Output the top ten runs at the end.
As a refinement on step 4, you only need to step forward through the array in steps equilivent to your 10th longest run. Any run longer than that will overlap with your sampling. If the tenth longest run is 100 elements long, you only need to sample element 100, 200, 300 and at each point count the run of the integer you find there (both forwards and backwards). Any run longer than your 10th longest is sure to overlap with your sampling.
You should apply this optimisation after your 10th run length is very long compared to other runs in the array.
A map is overkill for this question unless you have very few unique numbers each with a large number of repeats.
NB: Similar to gshauger's answer but fleshed out
If you have to make it as efficient as possible, use an array of ints, with the position representing the value and the content representing the count. That way you avoid autoboxing and unboxing, the most likely killer of a standard Java collection.
If the range of numbers is too large then take a look at PJC and its IntKeyIntMap implementations. It will avoid the autoboxing as well. I don't know if it will be fast enough for you, though.
If the range of numbers is small (e.g. 0-1000), use an array. Otherwise, use a HashMap<Integer, int[]>, where the values are all length 1 arrays. It should be much faster to increment a value in an array of primitives than create a new Integer each time you want to increment a value. You're still creating Integer objects for the keys, but that's hard to avoid. It's not feasible to create an array of 2^31-1 ints, after all.
If all of the input is normalized so you don't have values like 01 instead of 1, use Strings as keys in the map so you don't have to create Integer keys.
Use a HashMap to create your dataset (value-count pairs) in memory as you traverse the file. The HashMap should give you close to O(1) access to the elements while you create the dataset (technically, in the worst case HashMap is O(n)).
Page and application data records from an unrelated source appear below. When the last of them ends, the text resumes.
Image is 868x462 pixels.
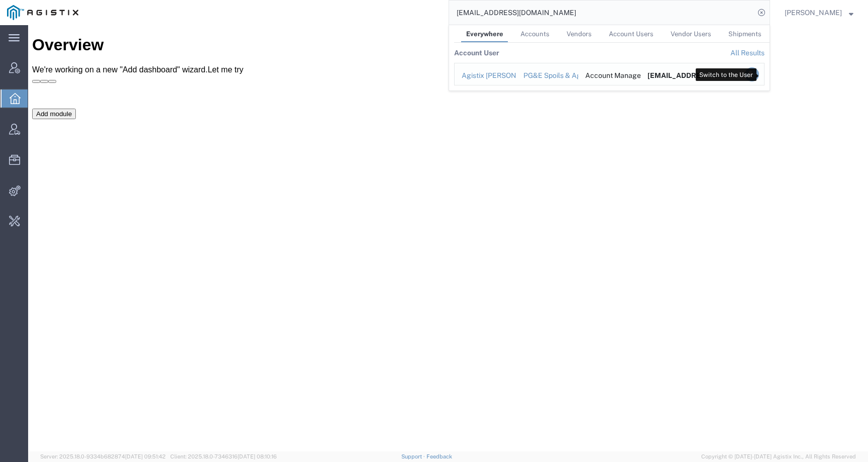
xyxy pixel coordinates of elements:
div: Agistix Foreman [462,70,509,81]
span: Account Users [609,30,654,38]
span: Copyright © [DATE]-[DATE] Agistix Inc., All Rights Reserved [701,452,856,461]
button: [PERSON_NAME] [784,6,854,19]
a: View all account users found by criterion [730,49,765,57]
div: Active [710,70,733,81]
span: Accounts [520,30,549,38]
iframe: FS Legacy Container [28,25,868,452]
span: Everywhere [466,30,504,38]
span: [DATE] 08:10:16 [238,453,277,460]
div: PG&E Spoils & Aggregates [523,70,572,81]
span: Server: 2025.18.0-9334b682874 [40,453,166,460]
a: Feedback [426,453,452,460]
button: Add module [4,84,48,94]
div: Account Manager [585,70,634,81]
th: Account User [454,43,500,63]
span: [EMAIL_ADDRESS][DOMAIN_NAME] [648,71,774,80]
span: Vendors [567,30,592,38]
span: Vendor Users [671,30,711,38]
table: Search Results [454,43,770,91]
img: logo [7,5,78,20]
input: Search for shipment number, reference number [449,1,755,24]
span: Shipments [729,30,762,38]
span: [DATE] 09:51:42 [125,453,166,460]
div: foreman_pgespoils@pge.com [648,70,696,81]
a: Support [402,453,426,460]
span: Kate Petrenko [785,7,842,18]
a: Let me try [179,40,215,49]
span: Client: 2025.18.0-7346316 [171,453,277,460]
Once you are done searching the file, use Collections.sort() on the value Collection returned by HashMap.values() to create a sorted list of value-count pairs. Using Collections.sort() is guaranteed O(nLogn).
For example:
public static class Count implements Comparable<Count> {
int value;
int count;
public Count(int value) {
this.value = value;
this.count = 1;
}
public void increment() {
count++;
}
public int compareTo(Count other) {
return other.count - count;
}
}
public static void main(String args[]) throws Exception {
Scanner input = new Scanner(new FileInputStream(new File("...")));
HashMap<Integer, Count> dataset = new HashMap<Integer, Count>();
while (input.hasNextInt()) {
int tempInt = input.nextInt();
Count tempCount = dataset.get(tempInt);
if (tempCount != null) {
tempCount.increment();
} else {
dataset.put(tempInt, new Count(tempInt));
}
}
List<Count> counts = new ArrayList<Count>(dataset.values());
Collections.sort(counts);
Actually, there is an O(n) algorithm for doing exactly what you want to do. Your use case is similar to an LFU cache where the element's access count determines whether it syays in the cache or is evicted from it.
http://dhruvbird.blogspot.com/2009/11/o1-approach-to-lfu-page-replacement.html
This is the source for java.lang.Integer.hashCode(), which is the hashing function that will be used if you store your entries as a HashMap<Integer, Integer>:
public int hashCode() {
return value;
}
So in other words, the (default) hash value of a java.lang.Integer is the integer itself.
What is more efficient than that?
The correct way to do it is with a linked list. When you insert an element, you go down the linked list, if its there you increment the nodes count, otherwise create a new node with count of 1. After you inserted each element, you would have a sorted list of elements in O(n*log(n)).
For your methods, you are doing n inserts and then sorting in O(n*log(n)), so your coefficient on the complexity is higher.